From unpromising beginnings sent to work a black factory age twelve, he rose to such social and literary heights that when he died, the world mourned. Yet the brilliance concealed a divided character: a republican, he disliked America; sentimental about the family, he took up with a young actress; usually generous, he cut off his impecunious children.
From the award-winning author Claire Tomalin, Charles Dickens: A Life paints an unforgettable portrait of Dickens, capturing brilliantly the complex character of this great genius. If you loved Great Expectations, Oliver Twist and A Christmas Carol, this book is invaluable reading.
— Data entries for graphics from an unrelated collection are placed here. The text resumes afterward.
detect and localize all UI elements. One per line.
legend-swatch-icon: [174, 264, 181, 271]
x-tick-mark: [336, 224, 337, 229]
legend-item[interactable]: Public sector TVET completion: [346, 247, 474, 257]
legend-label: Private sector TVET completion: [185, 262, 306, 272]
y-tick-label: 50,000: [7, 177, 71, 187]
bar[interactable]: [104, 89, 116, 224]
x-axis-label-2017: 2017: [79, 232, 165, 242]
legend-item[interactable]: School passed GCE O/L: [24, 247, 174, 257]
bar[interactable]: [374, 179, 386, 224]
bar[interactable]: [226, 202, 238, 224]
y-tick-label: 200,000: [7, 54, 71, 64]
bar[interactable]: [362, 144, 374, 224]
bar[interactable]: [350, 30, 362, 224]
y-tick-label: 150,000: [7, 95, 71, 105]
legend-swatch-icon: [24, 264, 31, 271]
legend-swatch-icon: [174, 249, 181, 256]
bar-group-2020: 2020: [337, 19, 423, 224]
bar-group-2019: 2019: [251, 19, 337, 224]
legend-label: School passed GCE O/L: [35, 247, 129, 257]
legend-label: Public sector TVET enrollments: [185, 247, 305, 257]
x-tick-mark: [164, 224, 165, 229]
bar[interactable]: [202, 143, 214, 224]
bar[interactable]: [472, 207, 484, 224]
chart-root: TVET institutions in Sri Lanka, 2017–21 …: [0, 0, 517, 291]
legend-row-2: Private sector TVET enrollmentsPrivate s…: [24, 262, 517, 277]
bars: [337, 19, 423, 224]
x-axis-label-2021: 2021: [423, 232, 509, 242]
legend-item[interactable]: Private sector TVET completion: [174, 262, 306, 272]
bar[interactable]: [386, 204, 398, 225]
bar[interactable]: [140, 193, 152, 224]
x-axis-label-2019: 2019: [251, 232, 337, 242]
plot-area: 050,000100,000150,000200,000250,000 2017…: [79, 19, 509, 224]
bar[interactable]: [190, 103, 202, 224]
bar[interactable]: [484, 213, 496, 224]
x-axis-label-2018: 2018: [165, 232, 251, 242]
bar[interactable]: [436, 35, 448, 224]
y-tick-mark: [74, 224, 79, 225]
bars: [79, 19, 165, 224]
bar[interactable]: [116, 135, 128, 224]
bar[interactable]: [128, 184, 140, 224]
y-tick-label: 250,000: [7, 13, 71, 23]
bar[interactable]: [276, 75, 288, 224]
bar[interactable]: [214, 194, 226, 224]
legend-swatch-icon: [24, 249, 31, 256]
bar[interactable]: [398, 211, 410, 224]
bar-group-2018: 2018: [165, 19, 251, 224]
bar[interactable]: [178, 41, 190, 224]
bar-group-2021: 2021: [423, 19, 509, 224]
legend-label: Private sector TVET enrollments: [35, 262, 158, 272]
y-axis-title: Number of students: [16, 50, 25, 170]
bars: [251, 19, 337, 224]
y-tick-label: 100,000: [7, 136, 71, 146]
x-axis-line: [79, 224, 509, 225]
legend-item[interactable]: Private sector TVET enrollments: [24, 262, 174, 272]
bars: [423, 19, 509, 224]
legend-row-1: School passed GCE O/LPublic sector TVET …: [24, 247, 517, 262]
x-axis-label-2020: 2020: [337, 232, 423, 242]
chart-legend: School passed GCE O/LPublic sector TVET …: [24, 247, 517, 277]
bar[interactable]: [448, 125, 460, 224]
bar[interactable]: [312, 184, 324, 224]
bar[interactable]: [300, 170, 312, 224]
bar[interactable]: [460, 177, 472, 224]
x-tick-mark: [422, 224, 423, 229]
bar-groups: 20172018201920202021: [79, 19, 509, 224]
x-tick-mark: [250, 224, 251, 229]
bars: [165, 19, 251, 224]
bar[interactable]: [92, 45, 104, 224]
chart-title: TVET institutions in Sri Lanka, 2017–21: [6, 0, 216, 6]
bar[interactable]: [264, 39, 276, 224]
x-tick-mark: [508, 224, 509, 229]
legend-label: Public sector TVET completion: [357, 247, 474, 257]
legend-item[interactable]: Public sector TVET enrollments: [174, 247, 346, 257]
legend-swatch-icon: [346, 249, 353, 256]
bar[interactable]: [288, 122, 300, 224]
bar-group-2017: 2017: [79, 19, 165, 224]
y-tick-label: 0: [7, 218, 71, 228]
'By far the most humane and imaginatively sympathetic account yet for the general reader' Amanda Craig, New Statesman
PUBLISHERS WEEKLY
"veryone finds their own version of Charles Dickens ," concludes award-winning British biographer Tomalin: Dickens the mesmerist, amateur thespian, political radical, protector of prostitutes, benefactor of orphans, restless walker all emerge from the welter of information about the writer's domestic arrangements, business dealings, childhood experiences, illnesses, and travels. Bolstered by citations from correspondence with and about Dickens, Tomalin's portrait brings shadows and depth to the great Victorian novelist's complex personality. Tomalin (Samuel Pepys: The Unequalled Self) displays her deep scholarship in reviewing, for instance, the debate about Dickens's relations with Nelly Ternan, concluding that the balance of evidence is that they were lovers. She also highlights the contrasts between his charitable actions toward strangers and his "casting off" of several relatives from father to brothers to sons, who kept importuning him for money: "Once Dickens had drawn a line he was pitiless." By the end of this biography, readers unfamiliar with Dickens will come away with a new understanding of his driven personality and his impact on literature and 19th-century political and social issues. Tomalin provides her usual rich, penetrating portrait; one can say of her book what she says of Dickens's picture of 19th -century England: it's "crackling, full of truth and life, with his laughter, horror and indignation." Illus.; maps.